We also note that we appreciate the positive remarks, such as
- The paper is a comprehensive investigation and makes a substantial contribution towards standardizing methods. (Reviewer 4A2t)
- The research topic is well motivated. (Reviewer bjM9)
- The main results on different interpretability outcomes are convincing. (Reviewer bjM9)
- The Name Mover analysis made it easier to understand how Gaussian noise could be causing issues for activation patching. (Reviewer bjM9)
- The paper provides recommendations on how activation patching should be performed. (Reviewer bjM9)
- The abstract and introduction are well written. (Reviewer PYwb)
- The experiments are thorough. (Reviewer PYwb)
We provide our responses to the initial comments of each reviewer below. We hope our answers resolve all initial questions and concerns raised by the reviewers and we will be most happy to answer any remaining questions during the discussion phase!
As the end of the discussion period is approaching (November 22, in 3 days), this is a gentle reminder to the reviewers to check out our rebuttals. If there are any questions or concerns, we are most happy to continue the discussion!
The authors study mechanistic interpretability methods with the goal of understanding the impact of implementation choices such as hyperparameters and corruption methods. The findings indicate sensitivity to hyperparameters and suggests the use of STR perturbations with logit difference evals.

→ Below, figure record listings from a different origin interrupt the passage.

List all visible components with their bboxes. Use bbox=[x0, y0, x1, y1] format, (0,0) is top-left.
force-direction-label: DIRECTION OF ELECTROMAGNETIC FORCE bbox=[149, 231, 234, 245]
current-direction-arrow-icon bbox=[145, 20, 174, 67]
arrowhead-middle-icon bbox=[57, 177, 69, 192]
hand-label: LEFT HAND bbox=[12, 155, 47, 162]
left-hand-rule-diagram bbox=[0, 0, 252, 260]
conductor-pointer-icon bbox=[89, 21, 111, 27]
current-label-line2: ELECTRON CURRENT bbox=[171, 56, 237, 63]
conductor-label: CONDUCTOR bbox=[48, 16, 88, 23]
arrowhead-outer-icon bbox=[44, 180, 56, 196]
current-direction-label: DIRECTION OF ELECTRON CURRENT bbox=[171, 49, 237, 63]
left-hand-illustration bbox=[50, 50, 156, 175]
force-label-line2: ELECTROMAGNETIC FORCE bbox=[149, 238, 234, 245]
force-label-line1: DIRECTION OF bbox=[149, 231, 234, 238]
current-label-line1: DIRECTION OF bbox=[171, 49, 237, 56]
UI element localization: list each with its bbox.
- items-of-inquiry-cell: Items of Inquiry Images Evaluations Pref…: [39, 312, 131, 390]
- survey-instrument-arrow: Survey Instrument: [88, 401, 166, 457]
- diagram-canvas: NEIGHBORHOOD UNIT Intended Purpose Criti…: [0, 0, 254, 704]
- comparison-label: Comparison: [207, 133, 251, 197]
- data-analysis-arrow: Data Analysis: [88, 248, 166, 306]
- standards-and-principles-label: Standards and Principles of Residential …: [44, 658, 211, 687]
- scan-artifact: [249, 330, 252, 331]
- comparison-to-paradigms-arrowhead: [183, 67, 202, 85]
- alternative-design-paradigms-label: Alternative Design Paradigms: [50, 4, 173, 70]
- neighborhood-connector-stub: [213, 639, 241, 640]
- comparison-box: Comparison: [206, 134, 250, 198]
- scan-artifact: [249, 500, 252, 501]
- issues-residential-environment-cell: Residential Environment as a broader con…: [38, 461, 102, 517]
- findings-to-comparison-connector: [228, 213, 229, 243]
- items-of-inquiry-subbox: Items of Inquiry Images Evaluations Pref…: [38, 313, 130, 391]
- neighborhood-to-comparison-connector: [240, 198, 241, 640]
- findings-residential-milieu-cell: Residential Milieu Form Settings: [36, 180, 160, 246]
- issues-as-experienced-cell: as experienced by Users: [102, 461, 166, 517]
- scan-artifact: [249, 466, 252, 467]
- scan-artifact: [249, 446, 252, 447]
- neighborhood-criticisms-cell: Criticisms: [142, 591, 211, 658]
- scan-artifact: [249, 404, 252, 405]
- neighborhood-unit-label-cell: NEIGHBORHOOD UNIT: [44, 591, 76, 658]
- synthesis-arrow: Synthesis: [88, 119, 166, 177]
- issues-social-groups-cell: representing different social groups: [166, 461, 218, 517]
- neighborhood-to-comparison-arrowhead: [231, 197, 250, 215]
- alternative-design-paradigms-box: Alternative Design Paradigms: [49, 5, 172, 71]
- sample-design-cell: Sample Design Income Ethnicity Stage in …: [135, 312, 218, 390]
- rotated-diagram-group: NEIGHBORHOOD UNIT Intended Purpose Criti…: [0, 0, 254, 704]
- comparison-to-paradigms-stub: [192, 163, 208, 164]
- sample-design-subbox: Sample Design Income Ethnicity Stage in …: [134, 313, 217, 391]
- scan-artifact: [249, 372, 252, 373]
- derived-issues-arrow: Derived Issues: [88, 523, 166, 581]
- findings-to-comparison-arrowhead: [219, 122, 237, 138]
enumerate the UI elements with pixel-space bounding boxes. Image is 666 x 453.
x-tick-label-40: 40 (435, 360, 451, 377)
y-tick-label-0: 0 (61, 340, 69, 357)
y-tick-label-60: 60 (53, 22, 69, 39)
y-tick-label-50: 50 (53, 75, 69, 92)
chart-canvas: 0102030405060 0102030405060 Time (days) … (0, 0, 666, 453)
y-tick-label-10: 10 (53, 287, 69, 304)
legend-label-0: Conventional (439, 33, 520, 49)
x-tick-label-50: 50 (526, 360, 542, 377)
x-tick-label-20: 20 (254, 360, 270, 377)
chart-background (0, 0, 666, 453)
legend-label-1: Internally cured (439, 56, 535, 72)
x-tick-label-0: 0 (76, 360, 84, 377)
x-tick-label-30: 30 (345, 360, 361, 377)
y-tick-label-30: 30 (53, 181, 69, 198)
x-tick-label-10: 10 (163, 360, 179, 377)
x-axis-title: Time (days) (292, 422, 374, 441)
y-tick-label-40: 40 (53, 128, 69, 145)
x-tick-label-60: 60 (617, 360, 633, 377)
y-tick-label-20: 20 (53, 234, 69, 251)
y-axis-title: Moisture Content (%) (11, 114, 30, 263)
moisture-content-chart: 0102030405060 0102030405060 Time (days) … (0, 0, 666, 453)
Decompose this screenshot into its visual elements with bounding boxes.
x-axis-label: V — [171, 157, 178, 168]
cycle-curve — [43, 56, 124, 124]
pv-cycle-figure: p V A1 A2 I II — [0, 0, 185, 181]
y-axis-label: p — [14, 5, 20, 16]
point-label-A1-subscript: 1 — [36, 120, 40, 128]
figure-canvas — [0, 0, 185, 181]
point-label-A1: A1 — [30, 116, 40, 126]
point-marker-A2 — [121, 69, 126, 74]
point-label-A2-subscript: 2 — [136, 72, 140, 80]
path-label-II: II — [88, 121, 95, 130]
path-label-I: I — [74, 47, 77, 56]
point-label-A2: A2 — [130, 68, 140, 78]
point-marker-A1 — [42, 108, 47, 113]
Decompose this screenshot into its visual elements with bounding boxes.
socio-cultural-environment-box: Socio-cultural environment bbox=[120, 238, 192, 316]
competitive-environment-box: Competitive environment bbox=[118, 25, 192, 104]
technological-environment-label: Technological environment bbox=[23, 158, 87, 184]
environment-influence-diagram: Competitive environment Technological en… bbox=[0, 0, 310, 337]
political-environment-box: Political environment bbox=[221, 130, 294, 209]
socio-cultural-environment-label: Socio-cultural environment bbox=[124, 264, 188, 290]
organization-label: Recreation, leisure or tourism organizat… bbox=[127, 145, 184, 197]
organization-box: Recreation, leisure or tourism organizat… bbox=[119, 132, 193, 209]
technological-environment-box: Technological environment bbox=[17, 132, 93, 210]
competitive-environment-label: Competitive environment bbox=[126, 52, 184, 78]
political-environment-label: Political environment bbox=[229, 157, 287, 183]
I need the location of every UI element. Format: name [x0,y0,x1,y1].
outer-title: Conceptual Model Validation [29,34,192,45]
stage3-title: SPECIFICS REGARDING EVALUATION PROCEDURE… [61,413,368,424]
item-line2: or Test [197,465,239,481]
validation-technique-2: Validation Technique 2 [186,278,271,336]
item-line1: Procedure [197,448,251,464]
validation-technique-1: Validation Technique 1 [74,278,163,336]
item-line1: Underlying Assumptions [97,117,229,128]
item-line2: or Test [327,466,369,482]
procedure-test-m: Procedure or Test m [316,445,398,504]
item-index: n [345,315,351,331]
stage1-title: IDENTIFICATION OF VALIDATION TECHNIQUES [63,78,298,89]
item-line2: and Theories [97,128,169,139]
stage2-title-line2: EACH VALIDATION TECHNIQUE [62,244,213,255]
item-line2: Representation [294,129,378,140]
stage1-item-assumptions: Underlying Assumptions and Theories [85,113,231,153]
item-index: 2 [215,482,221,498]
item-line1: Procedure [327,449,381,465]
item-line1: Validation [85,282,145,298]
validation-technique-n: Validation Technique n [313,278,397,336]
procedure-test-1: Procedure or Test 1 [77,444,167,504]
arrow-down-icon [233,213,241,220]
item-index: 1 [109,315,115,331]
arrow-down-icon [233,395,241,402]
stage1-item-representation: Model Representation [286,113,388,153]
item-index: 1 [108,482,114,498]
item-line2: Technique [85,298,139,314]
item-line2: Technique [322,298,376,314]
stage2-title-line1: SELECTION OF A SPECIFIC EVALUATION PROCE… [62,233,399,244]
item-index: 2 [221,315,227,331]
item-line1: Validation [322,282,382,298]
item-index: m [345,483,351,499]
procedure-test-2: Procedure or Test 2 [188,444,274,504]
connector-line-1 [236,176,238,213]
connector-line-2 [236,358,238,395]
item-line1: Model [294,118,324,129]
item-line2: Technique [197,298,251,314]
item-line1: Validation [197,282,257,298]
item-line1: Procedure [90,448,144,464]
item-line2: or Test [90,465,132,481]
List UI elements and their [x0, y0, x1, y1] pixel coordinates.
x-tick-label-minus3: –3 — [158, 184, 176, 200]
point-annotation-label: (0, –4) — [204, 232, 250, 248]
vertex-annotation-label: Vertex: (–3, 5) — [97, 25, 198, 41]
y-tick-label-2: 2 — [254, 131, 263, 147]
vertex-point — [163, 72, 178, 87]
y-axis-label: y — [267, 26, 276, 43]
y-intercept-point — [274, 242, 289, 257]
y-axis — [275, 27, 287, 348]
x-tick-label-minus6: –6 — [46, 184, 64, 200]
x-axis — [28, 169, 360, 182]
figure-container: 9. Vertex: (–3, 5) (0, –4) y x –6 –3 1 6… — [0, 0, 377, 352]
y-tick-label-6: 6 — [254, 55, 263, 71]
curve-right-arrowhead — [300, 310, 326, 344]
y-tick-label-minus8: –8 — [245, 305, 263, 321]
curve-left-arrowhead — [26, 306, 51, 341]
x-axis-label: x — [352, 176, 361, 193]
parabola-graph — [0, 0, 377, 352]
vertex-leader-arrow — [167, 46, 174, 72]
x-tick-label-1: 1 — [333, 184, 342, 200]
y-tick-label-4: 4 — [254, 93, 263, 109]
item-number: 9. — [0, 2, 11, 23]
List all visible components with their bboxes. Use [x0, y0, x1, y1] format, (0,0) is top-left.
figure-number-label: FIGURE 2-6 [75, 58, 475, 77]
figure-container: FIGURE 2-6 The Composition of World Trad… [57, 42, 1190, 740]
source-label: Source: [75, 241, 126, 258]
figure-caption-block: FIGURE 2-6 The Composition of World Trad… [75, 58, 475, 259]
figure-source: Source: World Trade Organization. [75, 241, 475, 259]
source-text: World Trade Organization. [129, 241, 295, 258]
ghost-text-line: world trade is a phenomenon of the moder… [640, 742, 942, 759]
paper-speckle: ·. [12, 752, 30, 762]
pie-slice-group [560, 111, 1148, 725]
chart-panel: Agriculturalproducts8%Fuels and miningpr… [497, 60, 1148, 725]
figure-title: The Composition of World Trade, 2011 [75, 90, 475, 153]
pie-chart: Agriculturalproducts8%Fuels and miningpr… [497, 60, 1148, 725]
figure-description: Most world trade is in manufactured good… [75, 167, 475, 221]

Strengths of the paper is the careful experiments on the impact of various design decisions. Weaknesses are generally centered on the impact of the work - whether these hyperparameter issues are a real problem in practice and whether the analysis in the paper is 'enough' or if there should be some kind of methods component to the paper.
为何不给更高分
There is a very real question of how much of the community has been / will be affected by these issues. As the authors note in the rebuttal, most of the work on gaussian noise perturbations is by Meng et al.
为何不给更低分
The reviewers are generally fairly positive about the paper post-rebuttal.